Paper detail

Discontinuous transitions of social distancing in SIR model

To describe the dynamics of social distancing during pandemics, we follow previous efforts to combine basic epidemiology models (e.g. SIR - Susceptible, Infected, and Recovered) with game and economy theory tools. We present an extension of the SIR model that predicts a series of discontinuous transitions in social distancing. Each transition resembles a phase transition of the second-order (Ginzburg-Landau instability) and, therefore, potentially a general phenomenon. The first wave of COVID-19 led to social distancing around the globe: severe lockdowns to stop the pandemic were followed by a series of lockdown lifts. Data analysis of the first wave in Austria, Israel, and Germany corroborates the soundness of the model. Furthermore, this work presents analytical tools to analyze pandemic waves, which may be extended to calculate derivatives of giant components in network percolation transitions and may also be of interest in the context of crisis formation theories.

preprint2020arXivOpen access

Signal facts

What is known right now

Open access2 authors2 topics

Next steps

Decide what to do with this paper

Use like or dislike for the fast social read. The more specific scholarly feedback stays available below when needed.

Log in to curate

Reading frame

Keep the important context close to the paper

Keep the important signals around this paper in one place: votes, save state, collection context, reviews and the metadata you need before deciding what to do next.

Institutions

Add specific reaction

Move through the context

Research map

Open full explorer

Move through nearby people, institutions, topics and adjacent work without leaving the paper page.

Building this map preview

BZPEER is loading the nearby papers, people, topics and institutions for this page.

Structured reviews

0 review(s)

ContributeLeave structured feedbackUse the review template when you have a concrete strength, concern or method question.Open review form

No structured reviews yet. High-signal critique starts here.

Work discussion

0 comment(s)

DiscussAdd a high-signal commentKeep quick notes, caveats and replication pointers separate from formal reviews.Open comment form

No discussion yet. The first strong comment sets the tone.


▶ _Exercise prompt_
Each line below should be retyped exactly, with no pictures.

(Data for this exercise Opens)

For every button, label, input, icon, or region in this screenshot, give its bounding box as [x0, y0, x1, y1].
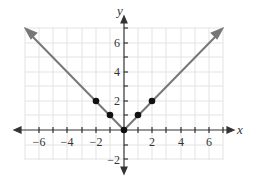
y-tick-label: 2: [114, 94, 120, 108]
x-tick-label: −4: [61, 135, 74, 149]
graph-left-arrow-icon: [26, 29, 36, 38]
point: [107, 112, 114, 119]
x-axis-label: x: [236, 122, 243, 137]
y-tick-label: 4: [114, 65, 120, 79]
x-tick-label: 2: [149, 135, 155, 149]
point: [135, 112, 142, 119]
y-tick-label: 6: [114, 36, 120, 50]
point: [149, 98, 156, 105]
x-axis-right-arrow-icon: [227, 127, 234, 133]
y-axis-label: y: [115, 3, 123, 18]
x-tick-label: −2: [90, 135, 103, 149]
point: [121, 127, 128, 134]
y-axis-bottom-arrow-icon: [121, 167, 127, 174]
graph-right-arrow-icon: [212, 29, 222, 38]
x-tick-label: 6: [206, 135, 212, 149]
axes: [14, 16, 234, 174]
x-tick-labels: −6 −4 −2 2 4 6: [33, 135, 212, 149]
y-tick-label: −2: [107, 153, 120, 167]
coordinate-plane: −6 −4 −2 2 4 6 6 4 2 −2 y x: [0, 0, 254, 183]
point: [93, 98, 100, 105]
x-tick-label: 4: [178, 135, 184, 149]
x-tick-label: −6: [33, 135, 46, 149]
x-axis-left-arrow-icon: [14, 127, 21, 133]
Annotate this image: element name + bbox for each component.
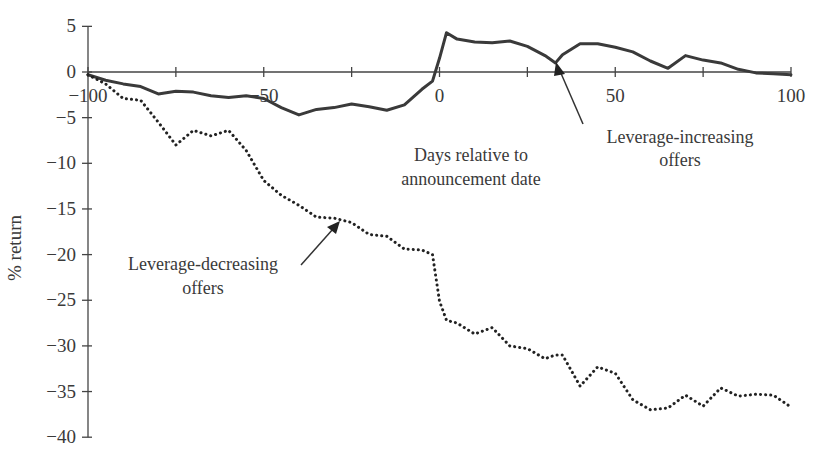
x-axis-label-line2: announcement date xyxy=(401,169,540,189)
y-tick-label: −15 xyxy=(46,198,76,219)
annotation-leverage-increasing-line1: Leverage-increasing xyxy=(607,127,754,147)
y-tick-label: −35 xyxy=(46,381,76,402)
x-axis-label-line1: Days relative to xyxy=(414,145,528,165)
event-study-chart: 50−5−10−15−20−25−30−35−40 −100−50050100 … xyxy=(0,0,814,459)
y-tick-label: −25 xyxy=(46,289,76,310)
annotation-leverage-increasing-line2: offers xyxy=(659,150,701,170)
y-tick-label: −10 xyxy=(46,152,76,173)
y-tick-label: −30 xyxy=(46,335,76,356)
x-tick-label: 50 xyxy=(606,85,625,106)
x-tick-label: 100 xyxy=(777,85,806,106)
arrow-leverage-decreasing xyxy=(301,221,340,265)
y-tick-label: −20 xyxy=(46,244,76,265)
x-axis: −100−50050100 xyxy=(68,67,805,106)
y-tick-label: 0 xyxy=(67,61,77,82)
y-axis-label: % return xyxy=(4,215,25,281)
annotation-leverage-decreasing-line2: offers xyxy=(182,278,224,298)
y-axis: 50−5−10−15−20−25−30−35−40 xyxy=(46,15,92,447)
x-tick-label: 0 xyxy=(435,85,445,106)
arrow-leverage-increasing xyxy=(554,62,583,124)
y-tick-label: 5 xyxy=(67,15,77,36)
y-tick-label: −5 xyxy=(56,107,76,128)
annotation-leverage-decreasing-line1: Leverage-decreasing xyxy=(128,254,278,274)
y-tick-label: −40 xyxy=(46,426,76,447)
series-leverage-decreasing-line xyxy=(88,75,791,410)
x-tick-label: −100 xyxy=(68,85,107,106)
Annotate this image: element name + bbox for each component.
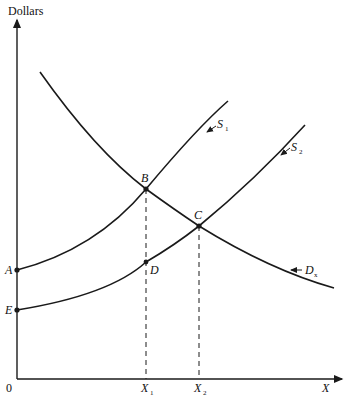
demand-curve-dx (40, 72, 334, 288)
svg-text:S: S (291, 140, 297, 154)
point-e-label: E (4, 303, 13, 317)
svg-text:x: x (314, 271, 318, 279)
point-a-label: A (4, 263, 13, 277)
supply-curve-s1 (17, 101, 228, 270)
point-d-label: D (149, 263, 159, 277)
point-c (196, 223, 201, 228)
s2-label: S 2 (291, 140, 303, 156)
dx-label: D x (304, 263, 318, 279)
svg-text:1: 1 (150, 389, 154, 397)
point-b (143, 186, 148, 191)
point-b-label: B (141, 171, 149, 185)
supply-curve-s2 (17, 125, 305, 310)
svg-text:2: 2 (299, 148, 303, 156)
svg-text:D: D (304, 263, 314, 277)
svg-text:2: 2 (203, 389, 207, 397)
svg-text:X: X (140, 381, 149, 395)
x1-tick-label: X 1 (140, 381, 154, 397)
point-d (144, 260, 149, 265)
svg-text:X: X (193, 381, 202, 395)
y-axis-label: Dollars (8, 4, 44, 18)
point-c-label: C (194, 208, 203, 222)
svg-text:S: S (217, 117, 223, 131)
svg-text:1: 1 (225, 125, 229, 133)
point-a (14, 267, 19, 272)
point-e (14, 307, 19, 312)
origin-label: 0 (6, 381, 12, 395)
s1-label: S 1 (217, 117, 229, 133)
x-axis-label: X (321, 381, 330, 395)
x2-tick-label: X 2 (193, 381, 207, 397)
s1-label-arrow (207, 126, 216, 132)
supply-demand-diagram: Dollars X 0 A E B C D S 1 S 2 D x X 1 X … (0, 0, 347, 397)
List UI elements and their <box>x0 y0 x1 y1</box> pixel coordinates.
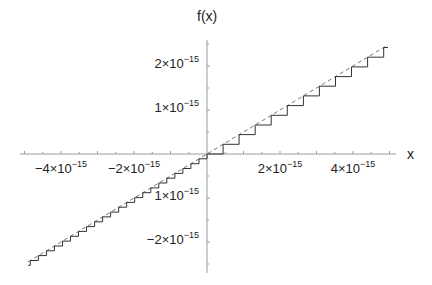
y-axis-title: f(x) <box>197 8 217 24</box>
y-tick-label: −2×10−15 <box>147 231 199 247</box>
exact-dashed-line <box>28 45 388 262</box>
staircase-line <box>28 48 388 266</box>
y-tick-label: 2×10−15 <box>154 55 199 71</box>
x-tick-label: 4×10−15 <box>331 160 376 176</box>
plot-area <box>0 0 432 285</box>
x-tick-label: −2×10−15 <box>108 160 160 176</box>
x-axis-title: x <box>407 146 414 162</box>
series <box>28 45 388 265</box>
axes <box>20 40 396 273</box>
x-tick-label: −4×10−15 <box>35 160 87 176</box>
y-tick-label: 1×10−15 <box>154 187 199 203</box>
y-tick-label: 1×10−15 <box>154 99 199 115</box>
x-tick-label: 2×10−15 <box>258 160 303 176</box>
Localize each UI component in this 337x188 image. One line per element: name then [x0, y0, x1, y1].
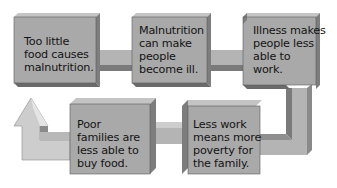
box-4-line-4: the family. — [193, 157, 261, 170]
box-1-text: Too little food causes malnutrition. — [24, 35, 94, 74]
box-1-line-3: malnutrition. — [24, 61, 94, 74]
connector-2-3 — [207, 50, 243, 71]
box-5-line-2: families are — [77, 131, 140, 144]
return-arrow-5-1 — [14, 98, 70, 160]
poverty-malnutrition-cycle-diagram: Too little food causes malnutrition. Mal… — [0, 0, 337, 188]
box-3-line-4: work. — [253, 63, 326, 76]
box-2-line-1: Malnutrition — [139, 24, 204, 37]
box-3-line-1: Illness makes — [253, 24, 326, 37]
box-2-line-2: can make — [139, 37, 204, 50]
box-5-line-3: less able to — [77, 144, 140, 157]
box-5-line-4: buy food. — [77, 157, 140, 170]
box-2-line-4: become ill. — [139, 63, 204, 76]
connector-1-2 — [96, 50, 132, 71]
box-4-line-1: Less work — [193, 118, 261, 131]
box-5-text: Poor families are less able to buy food. — [77, 118, 140, 170]
connector-3-4 — [260, 84, 312, 155]
box-3-line-3: able to — [253, 50, 326, 63]
box-2-line-3: people — [139, 50, 204, 63]
box-4-text: Less work means more poverty for the fam… — [193, 118, 261, 170]
box-4-line-2: means more — [193, 131, 261, 144]
box-1-line-1: Too little — [24, 35, 94, 48]
box-3-line-2: people less — [253, 37, 326, 50]
box-4-line-3: poverty for — [193, 144, 261, 157]
box-2-text: Malnutrition can make people become ill. — [139, 24, 204, 76]
box-3-text: Illness makes people less able to work. — [253, 24, 326, 76]
box-1-line-2: food causes — [24, 48, 94, 61]
box-5-line-1: Poor — [77, 118, 140, 131]
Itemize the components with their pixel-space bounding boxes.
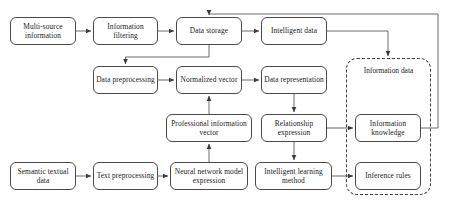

(Data for this exercise Closes)

▶ _Task answer_
For every button, label, input, icon, or region in this screenshot, give its bounding box as [x0, y0, x1, y1].
y-tick-label: 2: [114, 94, 120, 108]
x-tick-label: −4: [61, 135, 74, 149]
graph-left-arrow-icon: [26, 29, 36, 38]
point: [107, 112, 114, 119]
x-axis-label: x: [236, 122, 243, 137]
y-tick-label: 4: [114, 65, 120, 79]
x-tick-label: 2: [149, 135, 155, 149]
point: [135, 112, 142, 119]
y-tick-label: 6: [114, 36, 120, 50]
point: [149, 98, 156, 105]
x-axis-right-arrow-icon: [227, 127, 234, 133]
y-axis-label: y: [115, 3, 123, 18]
x-tick-label: −2: [90, 135, 103, 149]
point: [121, 127, 128, 134]
y-axis-bottom-arrow-icon: [121, 167, 127, 174]
graph-right-arrow-icon: [212, 29, 222, 38]
x-tick-label: 6: [206, 135, 212, 149]
axes: [14, 16, 234, 174]
x-tick-labels: −6 −4 −2 2 4 6: [33, 135, 212, 149]
y-tick-label: −2: [107, 153, 120, 167]
coordinate-plane: −6 −4 −2 2 4 6 6 4 2 −2 y x: [0, 0, 254, 183]
point: [93, 98, 100, 105]
x-tick-label: 4: [178, 135, 184, 149]
x-tick-label: −6: [33, 135, 46, 149]
x-axis-left-arrow-icon: [14, 127, 21, 133]
Annotate this image: element name + bbox for each component.
x-axis-label-line2: announcement date xyxy=(401,169,540,189)
y-tick-label: −15 xyxy=(46,198,76,219)
annotation-leverage-increasing-line1: Leverage-increasing xyxy=(607,127,754,147)
y-tick-label: −35 xyxy=(46,381,76,402)
x-axis-label-line1: Days relative to xyxy=(414,145,528,165)
event-study-chart: 50−5−10−15−20−25−30−35−40 −100−50050100 … xyxy=(0,0,814,459)
y-tick-label: −25 xyxy=(46,289,76,310)
annotation-leverage-increasing-line2: offers xyxy=(659,150,701,170)
y-tick-label: −10 xyxy=(46,152,76,173)
y-tick-label: −30 xyxy=(46,335,76,356)
x-tick-label: 50 xyxy=(606,85,625,106)
x-tick-label: 100 xyxy=(777,85,806,106)
arrow-leverage-decreasing xyxy=(301,221,340,265)
y-tick-label: −20 xyxy=(46,244,76,265)
x-axis: −100−50050100 xyxy=(68,67,805,106)
y-tick-label: 0 xyxy=(67,61,77,82)
y-axis-label: % return xyxy=(4,215,25,281)
annotation-leverage-decreasing-line2: offers xyxy=(182,278,224,298)
y-axis: 50−5−10−15−20−25−30−35−40 xyxy=(46,15,92,447)
x-tick-label: 0 xyxy=(435,85,445,106)
arrow-leverage-increasing xyxy=(554,62,583,124)
y-tick-label: 5 xyxy=(67,15,77,36)
y-tick-label: −5 xyxy=(56,107,76,128)
annotation-leverage-decreasing-line1: Leverage-decreasing xyxy=(128,254,278,274)
y-tick-label: −40 xyxy=(46,426,76,447)
series-leverage-decreasing-line xyxy=(88,75,791,410)
x-tick-label: −100 xyxy=(68,85,107,106)
Annotate this image: element name + bbox for each component.
demand-curve-dx (40, 72, 334, 288)
svg-text:S: S (291, 140, 297, 154)
point-e-label: E (4, 303, 13, 317)
svg-text:x: x (314, 271, 318, 279)
point-a-label: A (4, 263, 13, 277)
supply-curve-s1 (17, 101, 228, 270)
point-d-label: D (149, 263, 159, 277)
point-c (196, 223, 201, 228)
s2-label: S 2 (291, 140, 303, 156)
dx-label: D x (304, 263, 318, 279)
svg-text:1: 1 (150, 389, 154, 397)
point-b (143, 186, 148, 191)
point-b-label: B (141, 171, 149, 185)
supply-curve-s2 (17, 125, 305, 310)
svg-text:2: 2 (299, 148, 303, 156)
svg-text:D: D (304, 263, 314, 277)
svg-text:2: 2 (203, 389, 207, 397)
svg-text:X: X (140, 381, 149, 395)
x1-tick-label: X 1 (140, 381, 154, 397)
point-d (144, 260, 149, 265)
svg-text:X: X (193, 381, 202, 395)
y-axis-label: Dollars (8, 4, 44, 18)
point-c-label: C (194, 208, 203, 222)
svg-text:S: S (217, 117, 223, 131)
svg-text:1: 1 (225, 125, 229, 133)
point-a (14, 267, 19, 272)
point-e (14, 307, 19, 312)
origin-label: 0 (6, 381, 12, 395)
s1-label: S 1 (217, 117, 229, 133)
x-axis-label: X (321, 381, 330, 395)
x2-tick-label: X 2 (193, 381, 207, 397)
s1-label-arrow (207, 126, 216, 132)
supply-demand-diagram: Dollars X 0 A E B C D S 1 S 2 D x X 1 X … (0, 0, 347, 397)
List UI elements and their <box>x0 y0 x1 y1</box> pixel coordinates.
y-axis-title: f(x) <box>197 8 217 24</box>
y-tick-label: −2×10−15 <box>147 231 199 247</box>
exact-dashed-line <box>28 45 388 262</box>
staircase-line <box>28 48 388 266</box>
y-tick-label: 2×10−15 <box>154 55 199 71</box>
x-tick-label: 4×10−15 <box>331 160 376 176</box>
plot-area <box>0 0 432 285</box>
x-tick-label: −2×10−15 <box>108 160 160 176</box>
x-axis-title: x <box>407 146 414 162</box>
series <box>28 45 388 265</box>
axes <box>20 40 396 273</box>
x-tick-label: −4×10−15 <box>35 160 87 176</box>
y-tick-label: 1×10−15 <box>154 187 199 203</box>
y-tick-label: 1×10−15 <box>154 99 199 115</box>
x-tick-label: 2×10−15 <box>258 160 303 176</box>
Localize each UI component in this 337x188 image. One line per element: name then [x0, y0, x1, y1].
box-4-line-4: the family. — [193, 157, 261, 170]
box-1-text: Too little food causes malnutrition. — [24, 35, 94, 74]
box-1-line-3: malnutrition. — [24, 61, 94, 74]
connector-2-3 — [207, 50, 243, 71]
box-5-line-2: families are — [77, 131, 140, 144]
return-arrow-5-1 — [14, 98, 70, 160]
poverty-malnutrition-cycle-diagram: Too little food causes malnutrition. Mal… — [0, 0, 337, 188]
box-3-line-4: work. — [253, 63, 326, 76]
box-2-line-1: Malnutrition — [139, 24, 204, 37]
box-3-line-1: Illness makes — [253, 24, 326, 37]
box-2-line-2: can make — [139, 37, 204, 50]
box-5-line-3: less able to — [77, 144, 140, 157]
box-5-line-4: buy food. — [77, 157, 140, 170]
box-2-line-4: become ill. — [139, 63, 204, 76]
connector-1-2 — [96, 50, 132, 71]
box-4-line-1: Less work — [193, 118, 261, 131]
box-5-text: Poor families are less able to buy food. — [77, 118, 140, 170]
connector-3-4 — [260, 84, 312, 155]
box-3-line-3: able to — [253, 50, 326, 63]
box-2-line-3: people — [139, 50, 204, 63]
box-4-text: Less work means more poverty for the fam… — [193, 118, 261, 170]
box-4-line-2: means more — [193, 131, 261, 144]
box-1-line-1: Too little — [24, 35, 94, 48]
box-3-line-2: people less — [253, 37, 326, 50]
box-4-line-3: poverty for — [193, 144, 261, 157]
box-2-text: Malnutrition can make people become ill. — [139, 24, 204, 76]
box-3-text: Illness makes people less able to work. — [253, 24, 326, 76]
box-1-line-2: food causes — [24, 48, 94, 61]
box-5-line-1: Poor — [77, 118, 140, 131]
Itemize the components with their pixel-space bounding boxes.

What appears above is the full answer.